Photo Anders Hansson

Composer of the Month #9 is Ulrika Emanuelsson

“I like the voice as a rhythmical instrument”, says Ulrika Emanuelsson, our Composer of the Month #9. She is a composing choral conductor with a background in Dalcroze eurhythmics. An ensemble singer with an unquenchable thirst for new music and a composer who challenges herself and her students by linking up ideas to the extramusical – a tone series based on the speed of light, for instance. She has received awards from, among others, Sacred Music Festival in New York and Cambridge Madrigal Singers, Boston.

Interview with Ulrika Emanuelsson, November 2019

How does your own voice sound?
An exciting thought, as you often hear yourself from within. I probably sound something like a flute or a violin or possibly a hummingbird, if it existed in human form. A high soprano with a rapid vibrato which I have to smooth out sometimes. 

How would you describe your tone language?
I like to try out different angles of approach, so I don´t think my pieces are so very similar to one another. But my music has both polyrhythm and polyharmony, and a great deal is going on simultaneously. I also toy with letting the voices be percussive, but without releasing the sound. I like the voice as a rhythmical instrument. 

I try to link up my ideas to the extramusical and create something that carries me away from my ordinary self. In any case, that is what I´m striving for! If, for instance, I write music to the Latin word for light, ”lux”, I could base it on the speed of light, 299,729,458 metres per second. I would get an awesome little tone series from this, and then there will also be a reason for just those tones to be there. I challenge myself to find something that creates a limitation for my point of departure.

What in your life has influenced your choral music the most?
That I sing and have sung so much myself, I think. I have gone through such an enormous amount of music of all kinds, and especially choral music. I have a great thirst, a fervour that never seems to die. I love to get a new score and become absorbed in it, and to get the opportunity to make music with so many other composers´  works. I want to experience what they have done and then do just the opposite, or at least make it my own.

What kind of choral music do you want to write in the future?
I want to write the kind of music that I would like to sing myself. It is that thirst to try out new ideas, to find that special something that just says ”Ping! This is it!”. 

My music is almost exclusively vocal: oratorios, Requiems, operatic works, sometimes for choir and orchestra but most often a cappella. Singing is my instrument, there´s no escaping this. And I never seem to tire of it.

What do the words ”Swedish choral music” mean to you?
The soundscape that we have our origins in, the heritage of Ericson and our long tradition of Romanticism with Stenhammar and Peterson-Berger in the background. This is not only about the music but also about how we sing it. It is about conductors of all generations, those who have performed music and those who have collaborated with the composers. Lidholm and others who have renewed the art of choral composition in the 20th century; they didn´t exactly think about being kind to the singers… And this has really led to the development of the choirs! So I think that you don´t need to be afraid to pose a challenge. 

What has been your greatest experience in choral music?
When I was quite young I started to sing in a girl´s choir with Eva Bohlin in Lund. Then I had lived out in the country my whole life. I had, of course, sung in all the church choirs there, but I didn´t know that this world of choral music existed. I remember my first rehearsal with Korallerna (a women´s choir in Lund): a sea of like-minded, dedicated singers my same age. We sang Verdi´s Laudi alla vergine madre at the school Katedralskolan in the soft glow from its bright wooden floors, and I was completely sold.

Then I remember a concert during Europa Cantat in Tallinn a few years back. The Estonian National Male Choir sang Pärt´s De profundis and I wasn´t prepared for the power in it. I was knocked off my feet! The basses dug themselves up from the depths and it just carried. They stood on the platform far off but it was still so forceful! 

Three choral works by Ulrika Emanuelsson 
Där livet klingar ut. For SATB divisi and percussion, to a text by Swedish writer and Secretary-General of the United Nations Dag Hammarskjöld. Medium/advanced level. In Swedish, with phonetic transcription. Listen to Där livet klingar ut with the Vocal Art Ensemble. 

Arctic Yule & Arctic Elements. Dreamy medley of Swedish Christmas songs and yoiks with rhythmical improvisations. SSAA a cappella. Medium level. Listen to Arctic Yule with Carolinae Damkör conducted by Ulrika Emanuelsson!

Rösten ur mörkret sjunger. Rhythmical and playful sections in combination with homophonic ones. Text by Swedish poet Göran Sonnevi. In Swedish. SATB divisi. Medium/advanced level. Listen to Lund's Vocal ensemble singing Rösten ur mörkret sjunger.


Here is a block of records. Copy every line in it that includes "source".

======

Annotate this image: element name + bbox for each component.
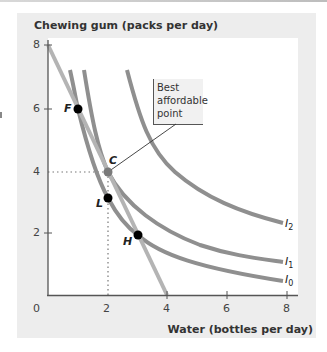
point-f (74, 105, 83, 114)
y-axis-title: Chewing gum (packs per day) (34, 19, 218, 32)
x-tick-label-4: 4 (163, 302, 170, 315)
origin-label: 0 (33, 302, 40, 315)
point-label-h: H (123, 235, 132, 248)
x-tick-label-2: 2 (103, 302, 110, 315)
point-l (104, 194, 113, 203)
x-tick-label-6: 6 (223, 302, 230, 315)
indifference-curve-i2 (127, 70, 283, 223)
point-h (134, 231, 143, 240)
chart-svg (0, 0, 327, 352)
curve-label-i2: I2 (285, 217, 293, 232)
point-c-best-affordable (104, 168, 113, 177)
y-tick-label-4: 4 (33, 165, 40, 178)
point-label-c: C (109, 154, 117, 167)
point-label-f: F (64, 102, 72, 115)
point-label-l: L (96, 197, 103, 210)
y-tick-label-2: 2 (33, 226, 40, 239)
y-tick-label-6: 6 (33, 102, 40, 115)
x-axis-title: Water (bottles per day) (168, 323, 313, 336)
curve-label-i1: I1 (285, 255, 293, 270)
x-tick-label-8: 8 (283, 302, 290, 315)
curve-label-i0: I0 (285, 273, 293, 288)
y-tick-label-8: 8 (33, 38, 40, 51)
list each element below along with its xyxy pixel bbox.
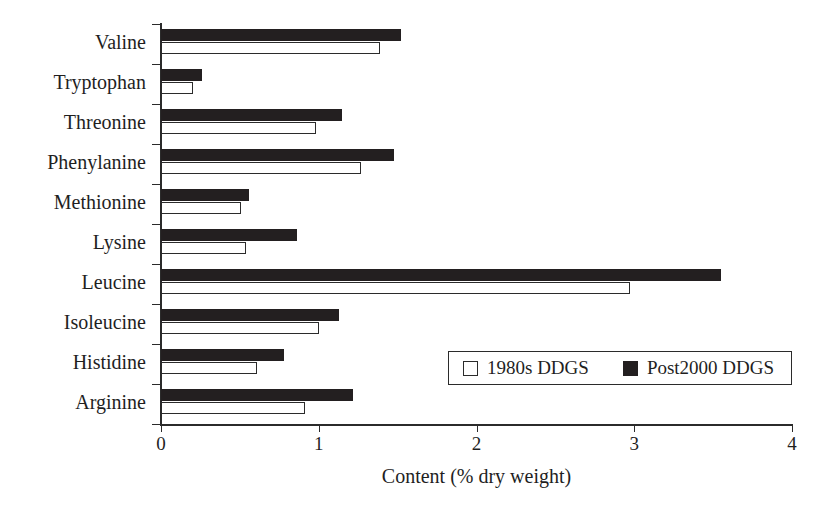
x-axis-tick (319, 424, 320, 432)
legend-label-1980s-ddgs: 1980s DDGS (487, 358, 589, 378)
bar-post2000-leucine (161, 269, 721, 281)
bar-1980s-tryptophan (161, 82, 193, 94)
bar-post2000-threonine (161, 109, 342, 121)
y-axis-label-valine: Valine (95, 31, 146, 53)
x-axis-tick-label-4: 4 (787, 434, 797, 454)
bar-post2000-histidine (161, 349, 284, 361)
bar-1980s-valine (161, 42, 380, 54)
y-axis-tick (152, 264, 161, 265)
filled-square-swatch-icon (623, 361, 638, 376)
bar-post2000-arginine (161, 389, 353, 401)
y-axis-label-arginine: Arginine (75, 391, 146, 413)
y-axis-tick (152, 304, 161, 305)
y-axis-label-lysine: Lysine (93, 231, 146, 253)
y-axis-tick (152, 344, 161, 345)
bar-1980s-isoleucine (161, 322, 319, 334)
open-square-swatch-icon (463, 361, 478, 376)
bar-post2000-isoleucine (161, 309, 339, 321)
bar-post2000-phenylanine (161, 149, 394, 161)
x-axis-tick-label-2: 2 (472, 434, 482, 454)
bar-1980s-histidine (161, 362, 257, 374)
y-axis-tick (152, 144, 161, 145)
y-axis-label-tryptophan: Tryptophan (53, 71, 146, 93)
bar-1980s-arginine (161, 402, 305, 414)
bar-1980s-leucine (161, 282, 630, 294)
bar-chart: ValineTryptophanThreoninePhenylanineMeth… (0, 0, 834, 514)
x-axis-tick (634, 424, 635, 432)
x-axis-tick-label-3: 3 (630, 434, 640, 454)
x-axis-tick-label-0: 0 (156, 434, 166, 454)
bar-post2000-valine (161, 29, 401, 41)
x-axis-ticks: 01234 (161, 424, 792, 468)
y-axis-label-phenylanine: Phenylanine (47, 151, 146, 173)
x-axis-tick-label-1: 1 (314, 434, 324, 454)
legend-entry-1980s-ddgs: 1980s DDGS (463, 358, 589, 378)
y-axis-label-histidine: Histidine (73, 351, 146, 373)
x-axis-tick (477, 424, 478, 432)
bar-post2000-lysine (161, 229, 297, 241)
y-axis-tick (152, 24, 161, 25)
bar-1980s-threonine (161, 122, 316, 134)
y-axis-label-threonine: Threonine (64, 111, 146, 133)
legend-entry-post2000-ddgs: Post2000 DDGS (623, 358, 774, 378)
legend-label-post2000-ddgs: Post2000 DDGS (647, 358, 774, 378)
x-axis-tick (161, 424, 162, 432)
bar-1980s-phenylanine (161, 162, 361, 174)
y-axis-tick (152, 384, 161, 385)
bar-post2000-methionine (161, 189, 249, 201)
bar-1980s-lysine (161, 242, 246, 254)
y-axis-tick (152, 184, 161, 185)
y-axis-label-leucine: Leucine (82, 271, 146, 293)
y-axis-tick (152, 64, 161, 65)
y-axis-label-isoleucine: Isoleucine (64, 311, 146, 333)
x-axis-tick (792, 424, 793, 432)
y-axis-tick (152, 224, 161, 225)
y-axis-label-methionine: Methionine (54, 191, 146, 213)
y-axis-tick (152, 424, 161, 425)
bar-1980s-methionine (161, 202, 241, 214)
y-axis-tick (152, 104, 161, 105)
x-axis-title: Content (% dry weight) (161, 465, 792, 487)
bar-post2000-tryptophan (161, 69, 202, 81)
y-axis-category-labels: ValineTryptophanThreoninePhenylanineMeth… (0, 0, 154, 514)
chart-legend: 1980s DDGS Post2000 DDGS (448, 351, 792, 385)
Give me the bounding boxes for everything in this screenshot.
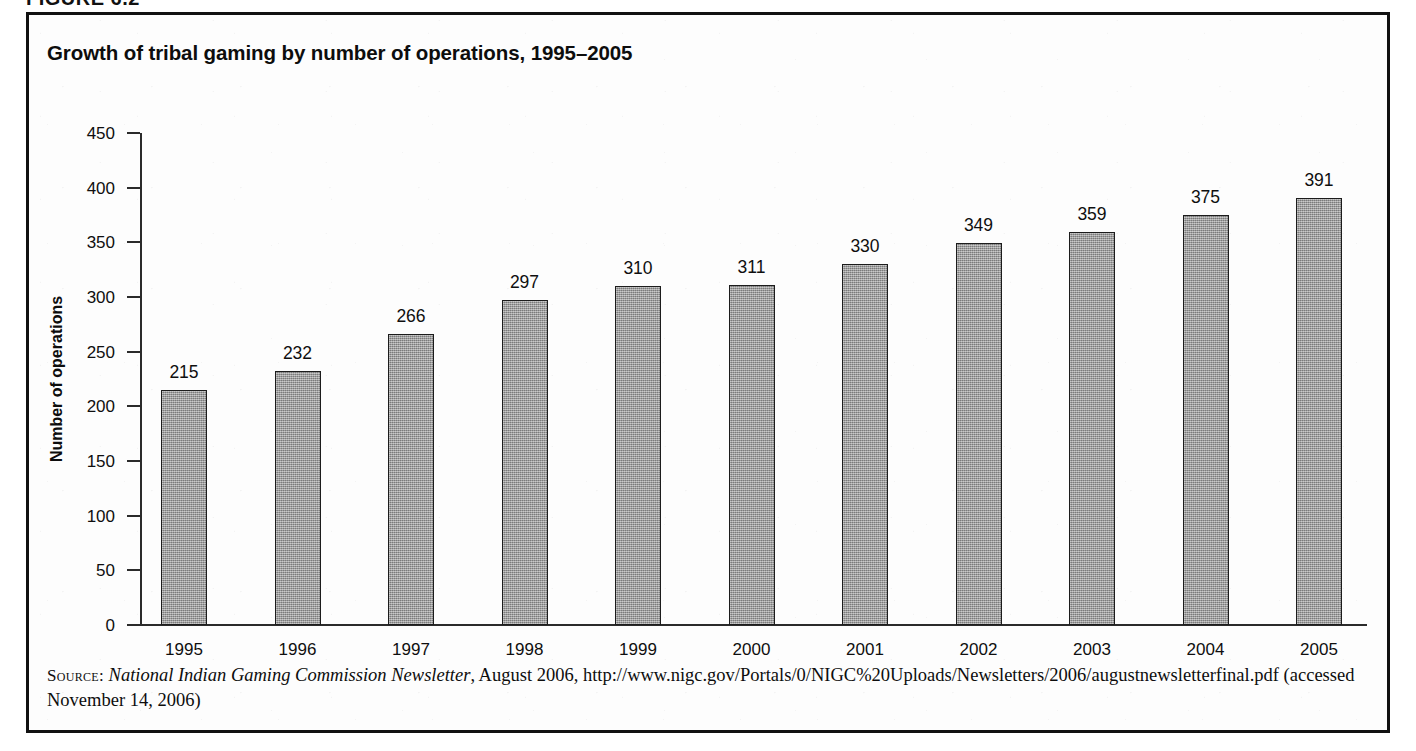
bar-value-label-2001: 330 xyxy=(825,236,905,257)
bar-value-label-2004: 375 xyxy=(1166,187,1246,208)
source-url: http://www.nigc.gov/Portals/0/NIGC%20Upl… xyxy=(583,665,1279,685)
bar-2004 xyxy=(1183,215,1229,625)
y-axis-tick-label: 100 xyxy=(55,507,115,527)
bar-1996 xyxy=(275,371,321,625)
y-axis-tick-label: 400 xyxy=(55,179,115,199)
x-axis-tick-label-2000: 2000 xyxy=(707,640,797,660)
y-axis-tick xyxy=(127,624,140,626)
y-axis-tick xyxy=(127,351,140,353)
x-axis-tick-label-1999: 1999 xyxy=(593,640,683,660)
y-axis-tick-label: 200 xyxy=(55,397,115,417)
bar-2005 xyxy=(1296,198,1342,625)
y-axis-line xyxy=(140,133,142,626)
bar-value-label-2003: 359 xyxy=(1052,204,1132,225)
bar-value-label-1995: 215 xyxy=(144,362,224,383)
y-axis-tick xyxy=(127,187,140,189)
source-date: , August 2006, xyxy=(470,665,583,685)
x-axis-tick-label-2001: 2001 xyxy=(820,640,910,660)
y-axis-tick-label: 450 xyxy=(55,124,115,144)
y-axis-tick xyxy=(127,296,140,298)
bar-1999 xyxy=(615,286,661,625)
y-axis-tick-label: 250 xyxy=(55,343,115,363)
y-axis-tick-label: 150 xyxy=(55,452,115,472)
x-axis-tick-label-2002: 2002 xyxy=(934,640,1024,660)
x-axis-tick-label-2005: 2005 xyxy=(1274,640,1364,660)
source-note: Source: National Indian Gaming Commissio… xyxy=(47,663,1377,713)
y-axis-tick xyxy=(127,241,140,243)
y-axis-tick xyxy=(127,569,140,571)
y-axis-tick-label: 350 xyxy=(55,233,115,253)
bar-2000 xyxy=(729,285,775,625)
x-axis-tick-label-1996: 1996 xyxy=(253,640,343,660)
bar-value-label-2005: 391 xyxy=(1279,170,1359,191)
bar-value-label-1996: 232 xyxy=(258,343,338,364)
y-axis-tick xyxy=(127,132,140,134)
y-axis-tick xyxy=(127,405,140,407)
y-axis-tick-label: 300 xyxy=(55,288,115,308)
bar-1995 xyxy=(161,390,207,625)
x-axis-tick-label-1998: 1998 xyxy=(480,640,570,660)
bar-value-label-1999: 310 xyxy=(598,258,678,279)
bar-chart-plot-area: Number of operations 0501001502002503003… xyxy=(29,15,1393,736)
bar-value-label-2000: 311 xyxy=(712,257,792,278)
bar-2002 xyxy=(956,243,1002,625)
source-label: Source: xyxy=(47,666,104,685)
x-axis-tick-label-2003: 2003 xyxy=(1047,640,1137,660)
bar-2001 xyxy=(842,264,888,625)
x-axis-tick-label-2004: 2004 xyxy=(1161,640,1251,660)
bar-1997 xyxy=(388,334,434,625)
y-axis-tick-label: 50 xyxy=(55,561,115,581)
y-axis-tick-label: 0 xyxy=(55,616,115,636)
bar-2003 xyxy=(1069,232,1115,625)
source-publication-title: National Indian Gaming Commission Newsle… xyxy=(109,665,471,685)
x-axis-tick-label-1997: 1997 xyxy=(366,640,456,660)
figure-frame: Growth of tribal gaming by number of ope… xyxy=(26,12,1390,733)
bar-value-label-1997: 266 xyxy=(371,306,451,327)
figure-number-label: FIGURE 6.2 xyxy=(26,0,140,10)
y-axis-tick xyxy=(127,515,140,517)
bar-value-label-2002: 349 xyxy=(939,215,1019,236)
y-axis-tick xyxy=(127,460,140,462)
x-axis-tick-label-1995: 1995 xyxy=(139,640,229,660)
y-axis-title: Number of operations xyxy=(48,296,66,462)
bar-1998 xyxy=(502,300,548,625)
bar-value-label-1998: 297 xyxy=(485,272,565,293)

======

### SOLUTION FOR THIS EXERCISE
source-url: http://www.nigc.gov/Portals/0/NIGC%20Upl… xyxy=(583,665,1279,685)
source-date: , August 2006, xyxy=(470,665,583,685)
source-note: Source: National Indian Gaming Commissio… xyxy=(47,663,1377,713)
source-label: Source: xyxy=(47,666,104,685)
source-publication-title: National Indian Gaming Commission Newsle… xyxy=(109,665,471,685)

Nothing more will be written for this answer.